Moving to catch up, Minister for Finance Paschal Donohoe unveiled plans at the start of this month for a €2 billion loan scheme where the State would guarantee 80 per cent of new loans to SMEs of €10,000-€1 million. These loans would have interest costs "below current market rates" and terms of up to six years.

The planned level of Irish cover falls short of 100 per cent guarantees on offer in other European countries

As things stand banks are planning to tighten up their lending standards, according to a recent Central Bank survey. They can’t afford to lend recklessly, and the presence of a guarantee can make all the difference in cases when the viability of a business is borderline.

The planned level of Irish cover falls short of 100 per cent guarantees that are on offer in other European countries such as Austria, Germany, Switzerland and, belatedly, the UK. Boris Johnson’s government said this week that its 100 per cent state-backed “bounce-back loan scheme” for facilities of up to £50,000 (€55,900) had attracted a much greater response from banks and firms than a longer-running business interruption plan, which covered up to 80 per cent of loans up to £5 million.

While critics argue that the level of State backing planned for the Irish scheme doesn’t go far enough, there’s an argument for some element of risk-sharing with the banks to avoid moral hazard issues.

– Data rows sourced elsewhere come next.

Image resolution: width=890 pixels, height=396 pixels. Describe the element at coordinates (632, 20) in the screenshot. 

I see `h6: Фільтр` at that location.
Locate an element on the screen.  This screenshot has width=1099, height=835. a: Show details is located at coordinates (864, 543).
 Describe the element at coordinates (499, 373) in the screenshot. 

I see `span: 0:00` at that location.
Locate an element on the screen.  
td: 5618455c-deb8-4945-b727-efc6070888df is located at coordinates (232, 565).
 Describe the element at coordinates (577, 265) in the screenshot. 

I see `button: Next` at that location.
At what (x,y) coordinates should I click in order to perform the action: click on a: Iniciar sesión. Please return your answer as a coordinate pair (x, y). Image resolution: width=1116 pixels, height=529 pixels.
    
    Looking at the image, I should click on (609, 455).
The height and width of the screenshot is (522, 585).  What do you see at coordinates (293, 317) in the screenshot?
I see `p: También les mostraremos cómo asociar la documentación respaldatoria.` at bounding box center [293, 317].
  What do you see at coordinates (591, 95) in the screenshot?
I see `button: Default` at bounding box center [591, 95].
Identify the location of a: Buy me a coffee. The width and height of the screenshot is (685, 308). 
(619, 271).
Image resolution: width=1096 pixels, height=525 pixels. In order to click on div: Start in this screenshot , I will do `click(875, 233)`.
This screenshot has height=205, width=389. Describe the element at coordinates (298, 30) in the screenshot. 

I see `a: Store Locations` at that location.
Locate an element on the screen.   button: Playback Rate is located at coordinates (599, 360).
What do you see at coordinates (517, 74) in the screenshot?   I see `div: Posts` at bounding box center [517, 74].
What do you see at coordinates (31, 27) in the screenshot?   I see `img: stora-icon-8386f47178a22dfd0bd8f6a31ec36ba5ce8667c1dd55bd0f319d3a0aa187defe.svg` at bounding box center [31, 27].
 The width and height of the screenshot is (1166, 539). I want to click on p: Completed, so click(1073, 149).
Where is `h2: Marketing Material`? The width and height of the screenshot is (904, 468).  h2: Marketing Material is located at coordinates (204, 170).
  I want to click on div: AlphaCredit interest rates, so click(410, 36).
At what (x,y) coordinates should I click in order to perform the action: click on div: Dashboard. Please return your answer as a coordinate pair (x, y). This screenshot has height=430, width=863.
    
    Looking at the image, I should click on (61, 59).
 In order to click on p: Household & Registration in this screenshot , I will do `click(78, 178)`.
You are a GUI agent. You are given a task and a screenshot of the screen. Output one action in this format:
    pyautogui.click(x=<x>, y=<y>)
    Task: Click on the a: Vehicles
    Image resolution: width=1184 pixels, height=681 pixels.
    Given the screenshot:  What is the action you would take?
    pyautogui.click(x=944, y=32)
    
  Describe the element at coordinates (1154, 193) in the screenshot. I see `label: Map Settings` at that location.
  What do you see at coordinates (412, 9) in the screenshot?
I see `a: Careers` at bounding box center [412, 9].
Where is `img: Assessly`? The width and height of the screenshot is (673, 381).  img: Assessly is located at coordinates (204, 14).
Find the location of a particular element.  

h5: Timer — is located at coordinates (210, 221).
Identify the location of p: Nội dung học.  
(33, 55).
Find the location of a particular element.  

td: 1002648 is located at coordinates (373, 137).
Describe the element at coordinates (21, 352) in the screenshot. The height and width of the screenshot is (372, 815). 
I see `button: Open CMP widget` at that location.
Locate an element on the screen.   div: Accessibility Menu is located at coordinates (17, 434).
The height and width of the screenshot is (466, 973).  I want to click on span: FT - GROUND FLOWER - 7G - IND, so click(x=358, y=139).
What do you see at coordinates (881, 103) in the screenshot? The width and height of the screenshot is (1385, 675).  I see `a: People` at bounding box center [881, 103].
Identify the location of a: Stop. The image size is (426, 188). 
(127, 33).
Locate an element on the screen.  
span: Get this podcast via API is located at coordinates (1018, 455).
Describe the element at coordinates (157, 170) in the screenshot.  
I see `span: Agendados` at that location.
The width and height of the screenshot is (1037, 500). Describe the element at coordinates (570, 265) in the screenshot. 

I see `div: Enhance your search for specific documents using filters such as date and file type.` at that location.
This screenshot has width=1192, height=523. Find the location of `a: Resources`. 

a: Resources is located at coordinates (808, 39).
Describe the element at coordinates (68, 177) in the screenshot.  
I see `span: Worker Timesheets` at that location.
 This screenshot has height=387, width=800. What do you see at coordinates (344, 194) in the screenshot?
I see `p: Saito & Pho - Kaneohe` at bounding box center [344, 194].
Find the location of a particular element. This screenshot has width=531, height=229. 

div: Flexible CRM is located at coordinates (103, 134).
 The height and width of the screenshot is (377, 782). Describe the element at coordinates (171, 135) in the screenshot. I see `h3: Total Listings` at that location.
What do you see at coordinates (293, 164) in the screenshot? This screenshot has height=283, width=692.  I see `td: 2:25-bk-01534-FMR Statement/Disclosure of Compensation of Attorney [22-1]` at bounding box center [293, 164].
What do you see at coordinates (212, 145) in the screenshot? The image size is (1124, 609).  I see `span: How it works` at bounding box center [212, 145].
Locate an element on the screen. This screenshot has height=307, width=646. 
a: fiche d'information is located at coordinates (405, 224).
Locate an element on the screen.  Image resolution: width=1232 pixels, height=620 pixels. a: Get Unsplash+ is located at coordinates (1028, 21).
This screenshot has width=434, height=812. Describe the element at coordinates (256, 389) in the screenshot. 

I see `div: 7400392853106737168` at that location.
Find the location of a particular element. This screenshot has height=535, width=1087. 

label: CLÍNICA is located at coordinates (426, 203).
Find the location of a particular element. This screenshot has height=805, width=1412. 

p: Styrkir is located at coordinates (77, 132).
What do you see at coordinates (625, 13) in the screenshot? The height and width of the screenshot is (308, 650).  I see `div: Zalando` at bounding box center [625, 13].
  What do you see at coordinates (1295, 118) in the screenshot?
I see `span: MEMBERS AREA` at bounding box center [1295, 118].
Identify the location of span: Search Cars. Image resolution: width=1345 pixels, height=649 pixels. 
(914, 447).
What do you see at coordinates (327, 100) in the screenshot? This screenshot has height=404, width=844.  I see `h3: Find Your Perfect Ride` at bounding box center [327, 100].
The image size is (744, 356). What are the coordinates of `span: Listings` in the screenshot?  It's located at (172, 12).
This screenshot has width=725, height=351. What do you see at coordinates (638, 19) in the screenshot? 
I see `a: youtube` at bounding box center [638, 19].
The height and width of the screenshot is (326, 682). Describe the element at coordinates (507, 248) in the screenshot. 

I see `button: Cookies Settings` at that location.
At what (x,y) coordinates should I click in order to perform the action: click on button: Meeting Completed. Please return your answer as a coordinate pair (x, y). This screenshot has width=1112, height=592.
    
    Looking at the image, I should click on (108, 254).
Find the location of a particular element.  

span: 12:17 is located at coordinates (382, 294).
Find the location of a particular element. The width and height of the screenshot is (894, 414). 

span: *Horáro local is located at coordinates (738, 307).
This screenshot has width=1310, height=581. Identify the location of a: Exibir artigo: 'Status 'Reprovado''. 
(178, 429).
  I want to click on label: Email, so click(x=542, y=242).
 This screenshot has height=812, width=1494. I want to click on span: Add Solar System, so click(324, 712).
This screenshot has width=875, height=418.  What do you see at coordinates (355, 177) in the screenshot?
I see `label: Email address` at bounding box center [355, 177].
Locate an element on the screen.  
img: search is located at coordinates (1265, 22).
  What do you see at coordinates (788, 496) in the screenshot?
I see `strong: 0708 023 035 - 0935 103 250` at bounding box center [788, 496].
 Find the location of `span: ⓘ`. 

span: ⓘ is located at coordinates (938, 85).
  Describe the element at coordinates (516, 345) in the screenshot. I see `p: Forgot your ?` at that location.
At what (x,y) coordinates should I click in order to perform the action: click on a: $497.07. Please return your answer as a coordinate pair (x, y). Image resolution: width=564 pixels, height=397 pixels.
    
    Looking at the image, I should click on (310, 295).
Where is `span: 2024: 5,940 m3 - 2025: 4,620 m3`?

Besides, the country’s recent experience of all-out guarantees didn’t end very well.

New government

But the biggest concern is that the Irish scheme – and a plan for Revenue to "warehouse" tax debt accrued by companies during the lockdown for up to 12 months after a business resumes trading – is that both need a new government to be formed to pass enabling legislation. (Plans for the Ireland Strategic Investment Fund to invest up to €2 billion in medium to large companies in the form of debt, equity or hybrids of both don't need new laws.)

Posturing since the last election passed the 100-day mark last Monday. And efforts to get the Green Party to join an uneasy coalition with Fine Gael and Fianna Fáil have been complicated in recent days by talk of a leadership battle in the Greens. The latest is that all sides hope a draft programme for government can be concluded by the end of next week.

Open economies such as Ireland's that don't have large domestic markets are most exposed

In the meantime the slow reopening of the economy has commenced, and Irish SMEs are at a clear credit disadvantage to those in the UK and elsewhere in Europe. Bad as it is for a domestic-focused business, those reliant on exports – particularly firms that have been focusing in the past few years on cracking markets beyond a post-Brexit Britain – are now finding themselves at a distinct competitive advantage.

The pandemic has underscored, if a reminder were needed, how nation-first politics trumps calls from Brussels for unity every time Europe is caught up in a crisis. Open economies such as Ireland’s that don’t have large domestic markets are most exposed.

Businesses are paying the price for the lack of a government. The economy will, too.